A couple of minor issues with it which led me to this forum and has already given me some good pointers as to what to look at.

She bogs down at around 40MPH, anything below that is fine and the acceleration is excellent, if I keep it just below then she runs great. Shown low batt since I bought her but has ran fine until last weekend where she failed to start at the end of the day, this may be due to trying to learn to wakeboard so lots of stops and starts.

I have on order new fuel lines as they are still the grey ones, got a new battery coming tomorrow as well as a couple of new spark plugs.

The next tip I have picked up from the forum is the voltage regulator, so once I put the new battery in I think I may disconnect the red wire for a quick run to see if that clears it.

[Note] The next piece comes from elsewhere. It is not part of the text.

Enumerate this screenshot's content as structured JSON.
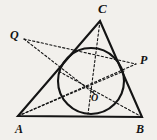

Anyway I'd just like to say that this looks to be a great forum and I will endeavour to contribute where and when I can.

All the best,

Dave.
 
Welcome to the best SeaDoo forum, lots of good info and help available here.

Big hint: If you have the gray Tempo fuel lines, please save yourself a lot of headaches (blown engine) and do not run it until you replace the fuel lines and clean/rebuild the carb(s), fuel filter, fuel selector (consider replacing). The fuel system problems tend to result in lean running which will really mess up your engine.

Get the service manual, available here as premium member or as download for free.

Have fun,

Rod
 
Yep, the GT fuel lines are engine killers. Forces the engine to run lean. Which means it is getting less oil. Less oil and the engine basically destroy itself..

You will need to replace the fuel selector, (you can clean it, but it is cheap to replace it), rebuild the carbs using ONLY OEM gaskets, (do NOT get aftermarket as you will be doing it again), and replace the needle and seats.

Once you get it running, get a meter on the battery and see where the voltage is. Should be near 13 volts at idle and upper 14 when you rev it a bit.

FYI, The regulator can fail in two way and have different results. It can charge the ski and still be bad as it puts out a tiny bit of A/C voltage. This A/C voltage screws with the MPEM and creates a lack of performance. This is the "unplug the red wire" test you mentioned above. Or, it can fail and not charge the ski.